Alaska disputed the federal agency in a March 22 letter, saying it met maintenance of equity requirements and questioned the Education Department's constitutional authority in setting state compliance requirements.
"Alaska enjoys a good working relationship with USDOE and is certainly not looking for a constitutional law legal dispute," said Deena Bishop, commissioner of education for Alaska, in her March 22 letter to the department. "But we would be remiss not to note that although the federal government has the ability to place conditions on a state’s acceptance of federal funds, there are limits to that authority under the Constitution."
The disagreement over Alaska's federal aid follows significant confusion over the maintenance of equity provision that was put in place to help ensure school systems didn't disproportionately cut the budgets or staffing of high-poverty schools with the receipt of the federal emergency pandemic aid.

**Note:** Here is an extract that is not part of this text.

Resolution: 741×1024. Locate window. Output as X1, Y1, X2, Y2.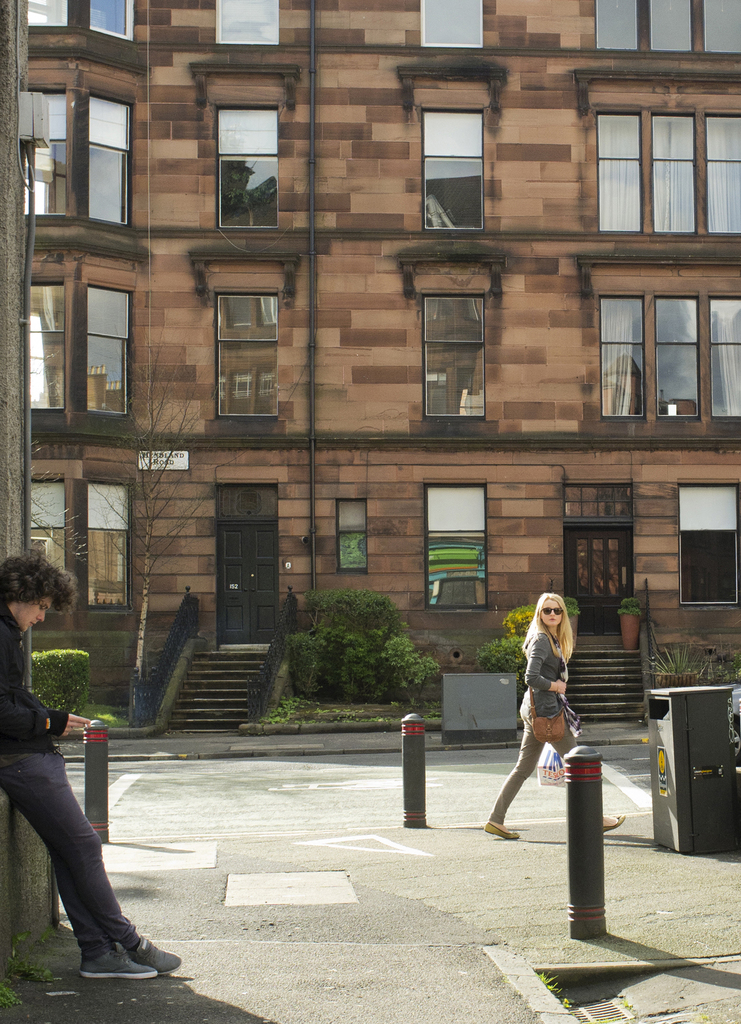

The requirement was meant to prevent supplanting and make sure historically marginalized students receive an equitable share of state and local funding during the pandemic, in addition to federal dollars.
The Education Department first defined the provision in June 2021 guidance on American Rescue Plan funds that said states cannot disproportionately reduce per-pupil spending for high-need districts or decrease per-pupil spending below fiscal 2019 levels for the highest-poverty districts. It also prevented districts from disproportionately reducing state and local per-pupil funding for high-poverty schools and from disproportionately cutting the number of full-time staff in those schools.
These requirements lasted until the end of fiscal year 2023, or the end of the 2022-23 school year.
Despite the guidance, state and district education leaders expressed confusion on how to enforce the provision, such as which spending data they should rely on to determine equitable per-pupil funding.
In June 2022, the Education Department solidified its guidance in a final rule clarifying how to ensure states and districts did not make disproportionate budget and staffing cuts.
The Education Department doubled down on its warning in its March 27 response to Alaska's letter that questioned the department's enforcement of the ARP provision. The agency marked the state as "high-risk" for receiving future Education Department ARP grant funding, saying "Alaska must address the outstanding non-compliance."
Alaska has 10 days to request that its high-risk status be reversed. "Failure to comply may result in additional, appropriate enforcement actions including potential withholding proceedings or the recovery of ARP ESSER funds," the Education Department said. Alaska's DOE did not respond to K-12 Dive's request for comment.
While the Education Department has the power to withhold funds if states do not meet various federal requirements, it rarely chooses to do so.
In 2023, the department threatened to withhold a quarter of Maine Department of Education's funding for Title I, after the federal agency said the state failed for two consecutive school years to meet assessment requirements. As a result, it was designated "high-risk" for Title I Part A funds and risked losing $117,422 federal dollars for fiscal year 2022.
Maine disputed the department's claim, saying withholding funding “would be unreasonable, disproportionate, and unfair, given the fact that no other state has received such sanctions.”